Living In A Loud Ass City Could Be Hurting Your Heart Health, According To Science

Unsplash/Anubhav Saxena

All those car horns, ambulance sirens and even pedestrian outbursts you hear on your morning commute are doing more than putting you in an irritable mood. A new research review suggests that these kinds of unfiltered and unwavering noise pollution could be negatively impacting your heart health as well.

The study review, which was published in the Journal of the American College of Cardiology, found that a raucous and disruptive environment can increase a resident’s risk of heart disease stemming from things like coronary artery disease, hypertension and heart failure. While most of us probably have pretty healthy tickers at this point in our lives, it’s important to know how where we live could be affecting our long-term health.

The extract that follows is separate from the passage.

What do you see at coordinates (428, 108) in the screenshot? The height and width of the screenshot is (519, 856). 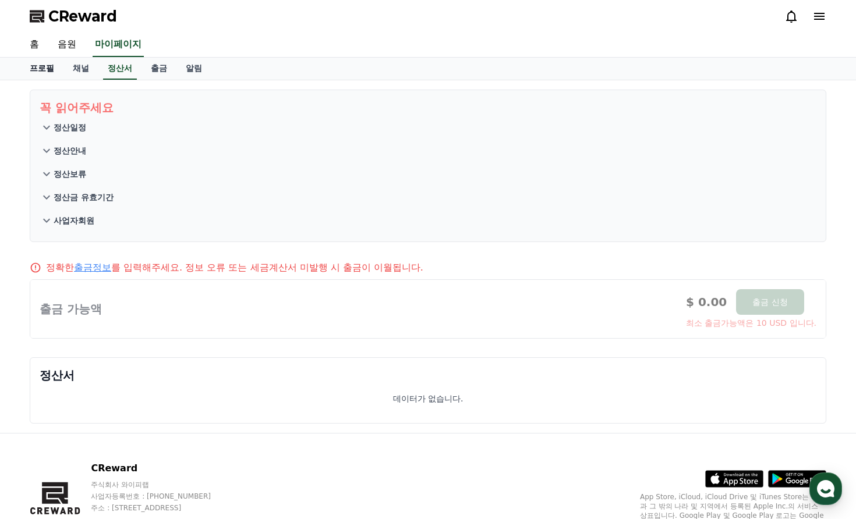 I see `p: 꼭 읽어주세요` at bounding box center [428, 108].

According to the researchers, these pervasive noises trigger the body’s fight-or-flight stress response, which disrupts the body all the way down to a cellular level. The chronic flood of hormones throughout the body damages the heart over time. If this isn’t enough, the city’s noisy interjections also make it pretty difficult to keep up a healthy sleep routine, and poor sleep is linked to poor cardiovascular health as well.

Unsplash/Goh Rhy Yan

“Ten years ago, people were saying that noise is just annoying, but now I think there’s considerable evidence that noise makes you sick, and one of the predominate diseases is cardiovascular disease,” lead author Thomas Münzel told The Washington Post in a phone interview.

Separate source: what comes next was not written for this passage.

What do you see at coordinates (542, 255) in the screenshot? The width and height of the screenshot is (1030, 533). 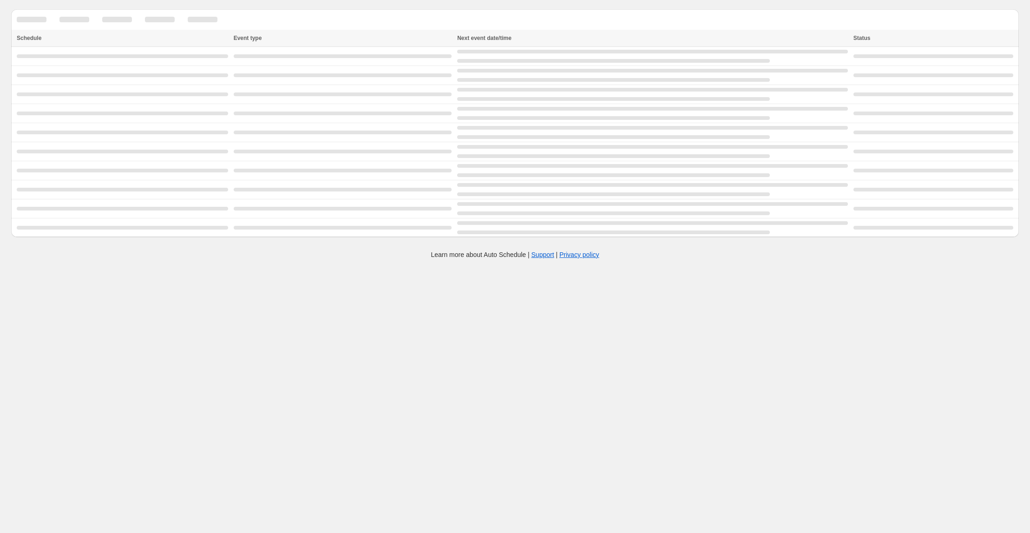 I see `a: Support` at bounding box center [542, 255].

This isn’t to say that all that environmental noise causes heart problems. It’s that it’s associated with exacerbated symptoms like higher cholesterol levels, blood pressures and heart rates. And those things might not seem like make-or-break health markers now, but they certainly don’t help mitigate your risk of heart problems later in life.

If you barely even notice the cacophony in your day-to-day life, props to you. But if those blaring sirens consistently jolt you to your very core, the city might not be your forever home.